The Story
Why it exists.
The beginning
Palissandre d'Or was released in 2015, signed by master perfumer Alberto Morillas, and named for palisander, rosewood in French. The reference is specific: Dalbergia sissoo, the Indian rosewood historically central to that region's material culture. Aedes de Venustas has always approached fragrance as intellectual and artistic practice rather than commercial output, and this composition reflects that orientation. Morillas translated the material's character, creamy, milky, slightly smoky, into a structured woody-spicy work that stays true to the source material without romanticizing it.

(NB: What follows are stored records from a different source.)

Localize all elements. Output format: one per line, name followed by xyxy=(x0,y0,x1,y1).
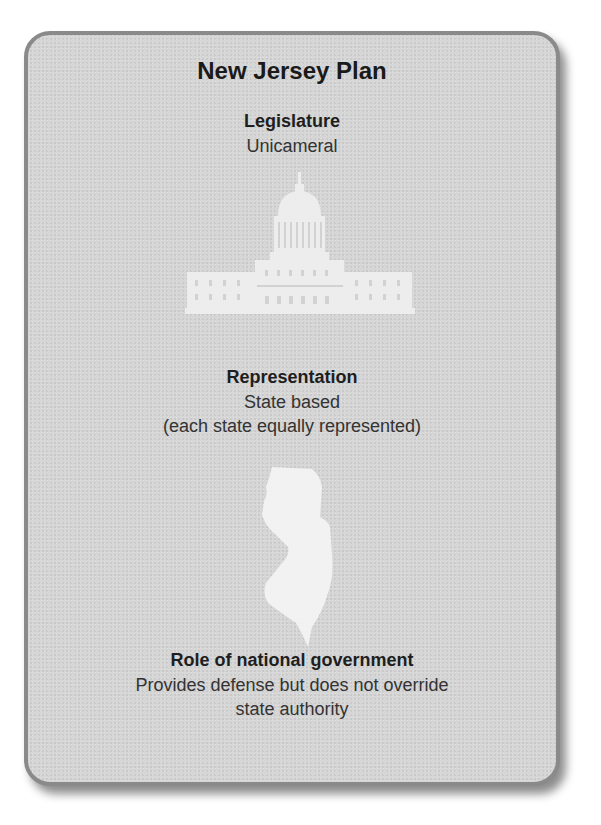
representation-value: State based (each state equally represen… xyxy=(28,390,556,438)
representation-heading: Representation xyxy=(28,367,556,388)
national-government-line-2: state authority xyxy=(28,697,556,721)
representation-line-2: (each state equally represented) xyxy=(28,414,556,438)
legislature-value: Unicameral xyxy=(28,134,556,158)
card-title: New Jersey Plan xyxy=(28,57,556,85)
new-jersey-plan-card: New Jersey Plan Legislature Unicameral xyxy=(24,31,560,786)
legislature-heading: Legislature xyxy=(28,111,556,132)
national-government-value: Provides defense but does not override s… xyxy=(28,673,556,721)
representation-line-1: State based xyxy=(28,390,556,414)
national-government-heading: Role of national government xyxy=(28,650,556,671)
new-jersey-map-icon xyxy=(262,465,338,647)
capitol-building-icon xyxy=(185,172,415,314)
national-government-line-1: Provides defense but does not override xyxy=(28,673,556,697)
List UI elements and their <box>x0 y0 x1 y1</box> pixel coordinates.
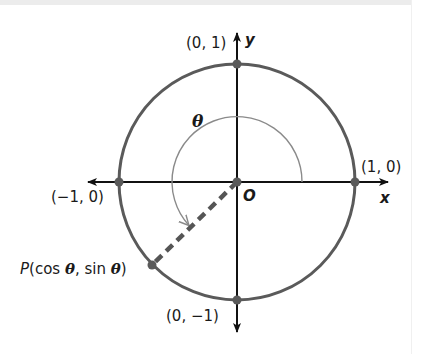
radius-op-dashed <box>152 182 237 265</box>
point-origin <box>233 178 242 187</box>
point-bottom <box>233 296 242 305</box>
label-point-p: P(cos θ, sin θ) <box>20 262 127 277</box>
label-x-axis: x <box>380 191 390 206</box>
point-p-open: (cos <box>29 260 65 278</box>
point-p-theta-2: θ <box>111 260 121 278</box>
point-p-theta-1: θ <box>65 260 75 278</box>
label-bottom-point: (0, −1) <box>166 309 219 324</box>
point-p-close: ) <box>121 260 127 278</box>
label-left-point: (−1, 0) <box>51 190 104 205</box>
label-y-axis: y <box>245 33 255 48</box>
point-p-mid: , sin <box>75 260 111 278</box>
point-p-name: P <box>20 260 29 278</box>
label-top-point: (0, 1) <box>186 36 226 51</box>
label-origin: O <box>243 189 256 204</box>
point-right <box>351 178 360 187</box>
point-p <box>148 261 157 270</box>
point-top <box>233 60 242 69</box>
label-theta: θ <box>192 113 203 130</box>
label-right-point: (1, 0) <box>361 160 401 175</box>
point-left <box>115 178 124 187</box>
unit-circle-diagram <box>0 0 430 354</box>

What makes Palissandre d'Or unusual is the triple-cedar foundation layered beneath that milky rosewood. Nootka cypress, Virginia cedar, and Chinese cedar create a complex woody base that most fragrances would stop at one of. Add Copaiba balsam, a resin that adds both sweetness and structure, and you get a base with unusual depth. The spiced heart (cinnamon, pink pepper, coriander, nutmeg) isn't there to complicate things. It's there to warm the rosewood enough to glow. The ambrette seed in the opening is a quiet move: musk without animalic force, a clean entry before the real work begins.
The evolution
The opening arrives softly, ambrette's green-musk whisper, almost shy. No drama at the top. What follows is the warm heart: cinnamon and pink pepper that read as afternoon light through wooden slats, not as a spice rack. The transition into the drydown is where Morillas earns his reputation. The rosewood doesn't disappear, it deepens, becomes creamy and lactonic as the sandalwood and ambroxan arrive. The cedars hold everything upright, never letting it go powdery or sweet. Patchouli shows up late, earthy and grounding. The final hours belong to skin-warmed wood and a faint mineral amber that lingers on fabric into the next day. Moderate sillage means it stays close, a presence felt more than announced.
Cultural impact
Palissandre d'Or has quietly held its place as one of Aedes de Venustas' most-worn compositions since its 2015 debut. It occupies the overlap between collectors who appreciate Morillas' structural precision and those drawn to the rare rosewood material as subject. The fragrance doesn't shout, it lasts. That quality has built a quiet following among wearers who treat fragrance as a private art form rather than a public statement.